Thursday, March 8, 2007

sha_media_interface

In an age of information design and user interface design, it is interesting to turn back to an article like Licklider's Man-Computer Symbiosis, where the meeting point between men and machines is approached cautiously, almost self-consciously. Small points like "the purposes of this paper are to present the concept and, hopefully, to foster..." or "that assumption may require justification" reinforce the hesitant tone taken by Licklider presenting this article to his peers.

What he is proposing is fascinating, that through each sides' strengths and weaknesses the man-computer relationship can become finely tuned and optimized. In some ways it reminds me of the CAD vs BIM tools, where the program's responsibility is to keep consistent and update information which enables the user to focus more on the changes needed to be made.

In Mcluhan's article, Mcluhan shows how the interface of a mechanism changes the perception of the action (bomb vs petrol, tusk vs spear). This reminds me of a recent post by iA, on the idea of interface as brand. In it, iA writes about how the iPod's (and potentially the iPhone's) success is based around the interface/brand, and how competitors have failed because all they have done so far is to mimic the interface. "Copies can’t “kill” the original if the original is that protoypical." This contemporary view of interface as a realm of advertising or branding shows how entwined the man-computer symbiosis has really become. It reminds me of Alan Kay's comment that people who are really serious about software should make their own hardware -- the idea that interface and interaction can actually drive the machine, much like Schiavo's description of the discovery of the eye as a mechanism for sight and then the subsequent process of replicating and rediscovering the machine as a mechanism for "viewing pleasure."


[EXERCISE]
Give the entries again exactly. Skip the pictures.

== GIVEN RECORDS ==

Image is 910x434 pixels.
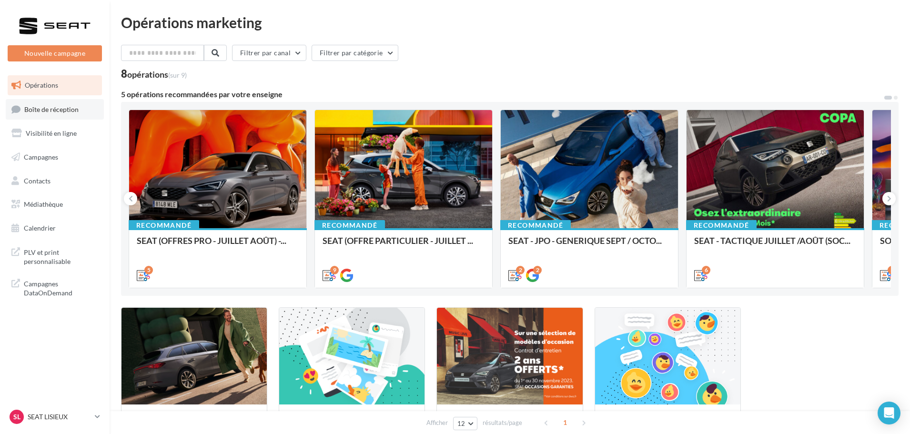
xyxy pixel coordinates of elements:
span: Médiathèque [24,200,63,208]
span: Visibilité en ligne [26,129,77,137]
a: Médiathèque [6,194,104,214]
p: SEAT LISIEUX [28,412,91,422]
span: Campagnes [24,153,58,161]
div: 2 [533,266,542,274]
button: Nouvelle campagne [8,45,102,61]
a: Opérations [6,75,104,95]
div: 5 [144,266,153,274]
span: SL [13,412,20,422]
span: Afficher [426,418,448,427]
div: Recommandé [314,220,385,231]
span: 12 [457,420,466,427]
div: 8 [121,69,187,79]
a: Visibilité en ligne [6,123,104,143]
div: 3 [888,266,896,274]
span: PLV et print personnalisable [24,246,98,266]
span: Opérations [25,81,58,89]
span: SEAT - JPO - GENERIQUE SEPT / OCTO... [508,235,662,246]
div: 5 opérations recommandées par votre enseigne [121,91,883,98]
div: 2 [516,266,525,274]
span: (sur 9) [168,71,187,79]
a: Calendrier [6,218,104,238]
a: Campagnes DataOnDemand [6,273,104,302]
div: Recommandé [129,220,199,231]
a: Boîte de réception [6,99,104,120]
div: 6 [702,266,710,274]
a: Contacts [6,171,104,191]
span: Contacts [24,176,51,184]
span: Campagnes DataOnDemand [24,277,98,298]
button: Filtrer par catégorie [312,45,398,61]
span: résultats/page [483,418,522,427]
span: Boîte de réception [24,105,79,113]
div: opérations [127,70,187,79]
span: SEAT - TACTIQUE JUILLET /AOÛT (SOC... [694,235,850,246]
span: SEAT (OFFRES PRO - JUILLET AOÛT) -... [137,235,286,246]
span: 1 [557,415,573,430]
div: Open Intercom Messenger [878,402,901,425]
div: 9 [330,266,339,274]
a: SL SEAT LISIEUX [8,408,102,426]
a: Campagnes [6,147,104,167]
div: Recommandé [686,220,757,231]
span: SEAT (OFFRE PARTICULIER - JUILLET ... [323,235,473,246]
span: Calendrier [24,224,56,232]
div: Recommandé [500,220,571,231]
div: Opérations marketing [121,15,899,30]
button: 12 [453,417,477,430]
button: Filtrer par canal [232,45,306,61]
a: PLV et print personnalisable [6,242,104,270]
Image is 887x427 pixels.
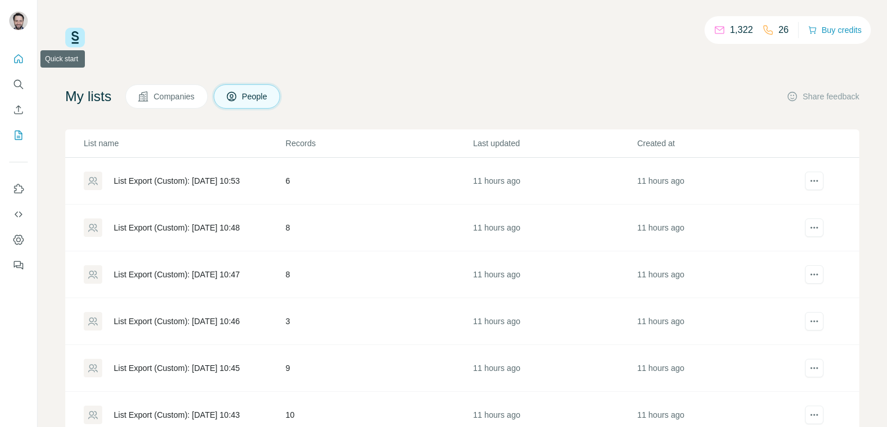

===

[WRITTEN REPLY]
Image is 910x434 pixels.
xyxy pixel coordinates of elements:
span: Médiathèque [24,200,63,208]
span: Visibilité en ligne [26,129,77,137]
a: Médiathèque [6,194,104,214]
p: SEAT LISIEUX [28,412,91,422]
span: Campagnes [24,153,58,161]
div: 2 [533,266,542,274]
button: Nouvelle campagne [8,45,102,61]
a: Opérations [6,75,104,95]
div: 5 [144,266,153,274]
span: SL [13,412,20,422]
span: Afficher [426,418,448,427]
div: Recommandé [314,220,385,231]
span: 12 [457,420,466,427]
div: 8 [121,69,187,79]
a: Visibilité en ligne [6,123,104,143]
div: 3 [888,266,896,274]
span: PLV et print personnalisable [24,246,98,266]
span: Opérations [25,81,58,89]
span: SEAT - JPO - GENERIQUE SEPT / OCTO... [508,235,662,246]
div: 5 opérations recommandées par votre enseigne [121,91,883,98]
div: 2 [516,266,525,274]
span: (sur 9) [168,71,187,79]
a: Calendrier [6,218,104,238]
a: Campagnes DataOnDemand [6,273,104,302]
div: Recommandé [129,220,199,231]
a: Boîte de réception [6,99,104,120]
div: 6 [702,266,710,274]
a: Contacts [6,171,104,191]
span: Contacts [24,176,51,184]
span: Campagnes DataOnDemand [24,277,98,298]
button: Filtrer par catégorie [312,45,398,61]
span: résultats/page [483,418,522,427]
span: Boîte de réception [24,105,79,113]
div: opérations [127,70,187,79]
span: SEAT - TACTIQUE JUILLET /AOÛT (SOC... [694,235,850,246]
span: SEAT (OFFRES PRO - JUILLET AOÛT) -... [137,235,286,246]
span: 1 [557,415,573,430]
div: Open Intercom Messenger [878,402,901,425]
div: 9 [330,266,339,274]
a: SL SEAT LISIEUX [8,408,102,426]
a: Campagnes [6,147,104,167]
div: Recommandé [686,220,757,231]
span: SEAT (OFFRE PARTICULIER - JUILLET ... [323,235,473,246]
span: Calendrier [24,224,56,232]
div: Recommandé [500,220,571,231]
div: Opérations marketing [121,15,899,30]
button: 12 [453,417,477,430]
button: Filtrer par canal [232,45,306,61]
a: PLV et print personnalisable [6,242,104,270]
Image is 887x427 pixels.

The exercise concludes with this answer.